If they go out of business, how do you recover that information? If you decide to leave their service how do you recover that content? It could get ugly!

I’m a Software as a Service professional, so I do believe in the benefits of third party applications like this for managing processes more efficiently. In this case, I want to ensure that I benefit fully from comments made on my blog, though!
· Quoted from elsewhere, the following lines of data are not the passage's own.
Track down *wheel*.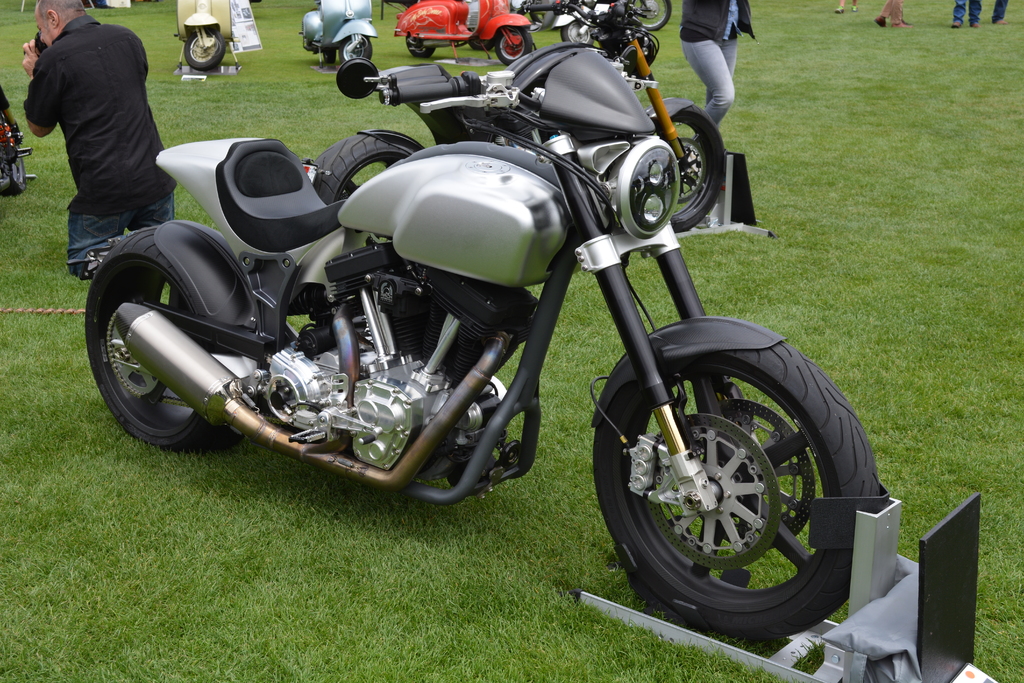
Tracked to 332:33:371:73.
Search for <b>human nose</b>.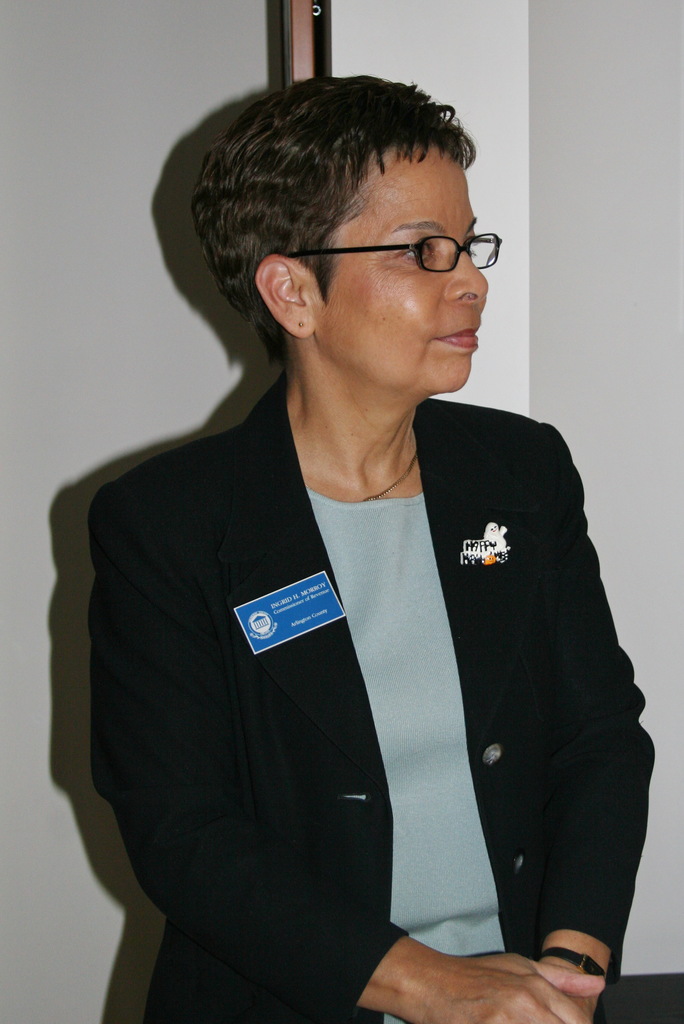
Found at BBox(444, 249, 485, 301).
If they go server-side, I may give switching over some thought, but until then I’m steering clear.

It’s Time to Change Email Marketing Strategies when…

Thursday, May 8th, 2008

Your emails look like this:

  1. Perhaps a subject line more compelling and personalized instead of “ChangeThis: Issue 46″
  2. Perhaps some line breaks so that I don’t have to wrap as I read (I didn’t read it, it was impossible).
  3. Perhaps Multi-part MIME emails to send text to those who want a plain look, but HTML to those of us who enjoy a well-designed email.
  4. Perhaps a compelling introduction?
  5. Perhaps some white space between topics to make it easy to scan?
  6. Perhaps headings to highlight the different topics and differentiate them from the descriptions?
  7. Perhaps a bulleted list with the links and information associated with each?
  8. Perhaps a list of common links back to the web site?
  9. Perhaps a different Email Service Provider if yours is difficult to use?
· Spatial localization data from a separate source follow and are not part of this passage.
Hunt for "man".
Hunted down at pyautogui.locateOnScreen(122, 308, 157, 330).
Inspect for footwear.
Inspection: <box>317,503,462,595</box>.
The terrible part here is that ChangeThis‘ byline is:

ChangeThis is creating a new kind of media. A form of media that uses existing tools (like PDFs, blogs and the web) to challenge the way ideas are created and spread.
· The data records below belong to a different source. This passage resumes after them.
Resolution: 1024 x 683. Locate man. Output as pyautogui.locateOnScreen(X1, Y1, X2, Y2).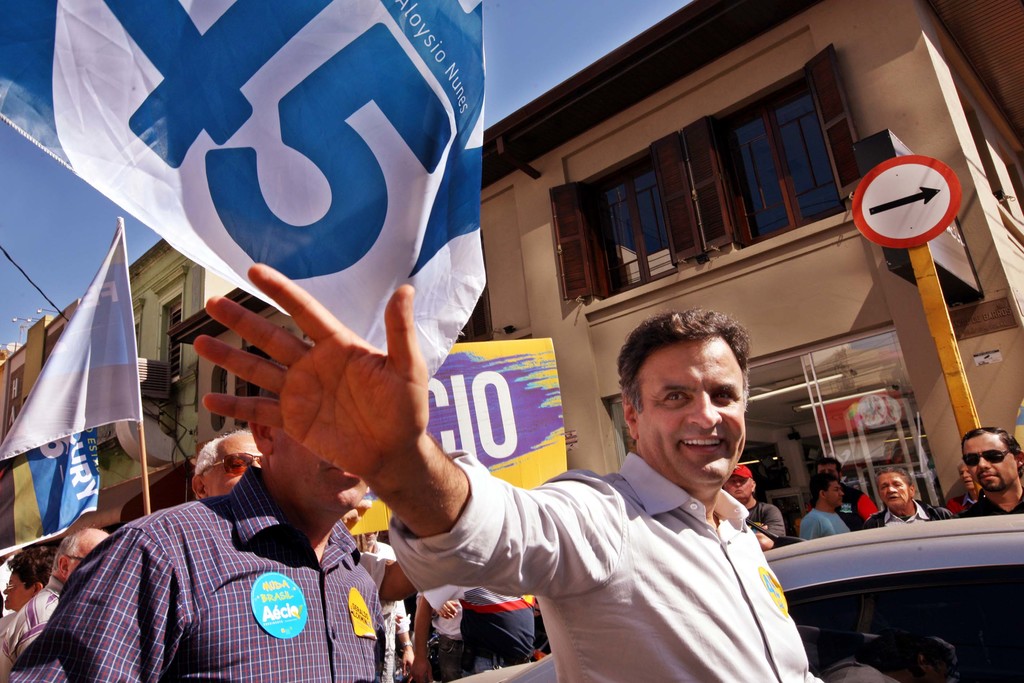
pyautogui.locateOnScreen(944, 460, 984, 520).
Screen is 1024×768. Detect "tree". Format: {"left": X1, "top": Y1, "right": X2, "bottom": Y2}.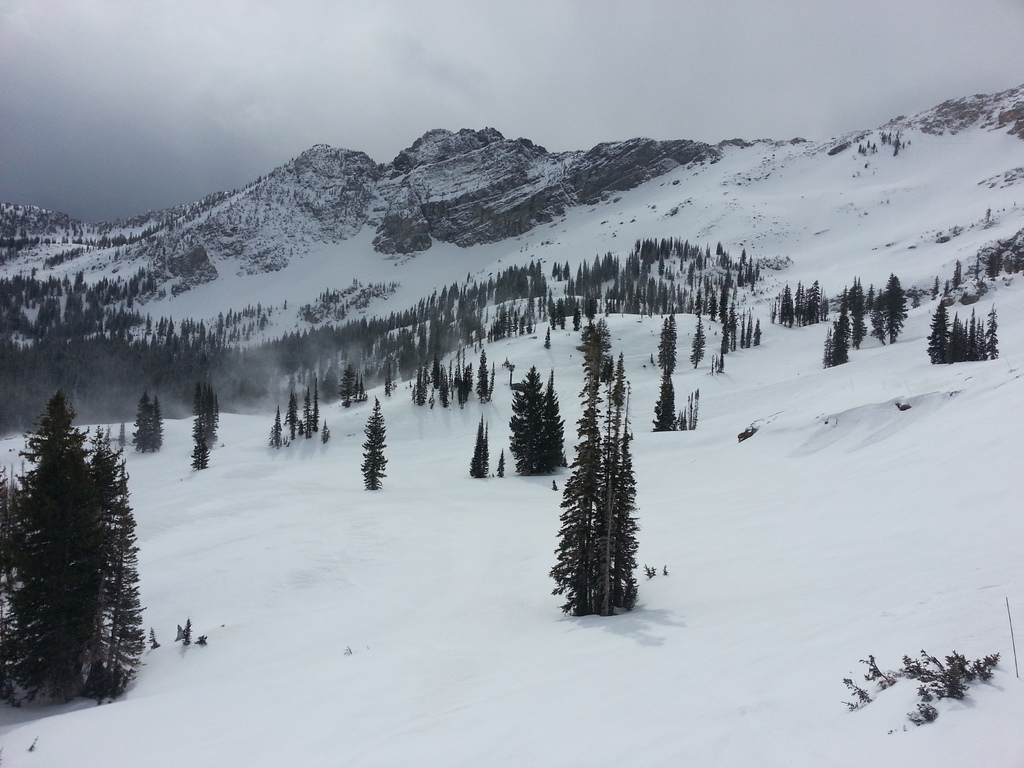
{"left": 506, "top": 364, "right": 569, "bottom": 475}.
It’s a great organization with a vast amount of material to motivate change in leaders and entrepreneurs. It’s simply too bad that they choose to ignore the single communication method that keeps me coming back to their website.

I unsubscribed.

5/8/2008: Even though I subscribed, I received this email today. Not sure what might have happened but it was a vast improvement:

Recognizing Opportunity

Tuesday, May 6th, 2008

This afternoon I had a presentation with a regional law firm on Social Media. It was great to see an organization that had the foresight to expose its employees to new media. The world is definitely changing but there’s still a misnomer out there that social media is ‘what the young folks are doing’ and it’s still not getting taken seriously.

The Newspaper Industry - Missed Opportunities

A decade ago, I worked with newspapers and watched them silently watch eBay and Craigslist. They thought it was for geeks and young people as well… until the billion dollar rug was yanked out from under them. In fact, it wasn’t really yanked, it was gently pulled.

Many newspapers wrote in awe of the growth of these technologies, unfazed that it would chip away at their own industry. Many newspapers had their toes in the Online Industry (InfiNet was one that my parent company worked with) but they failed to pull the trigger when they could have to make the necessary investment… even when they knew there was still time to do so. The corporate profitability lines had been drawn, and no manager was going to take 50% off the margins to go after this new world.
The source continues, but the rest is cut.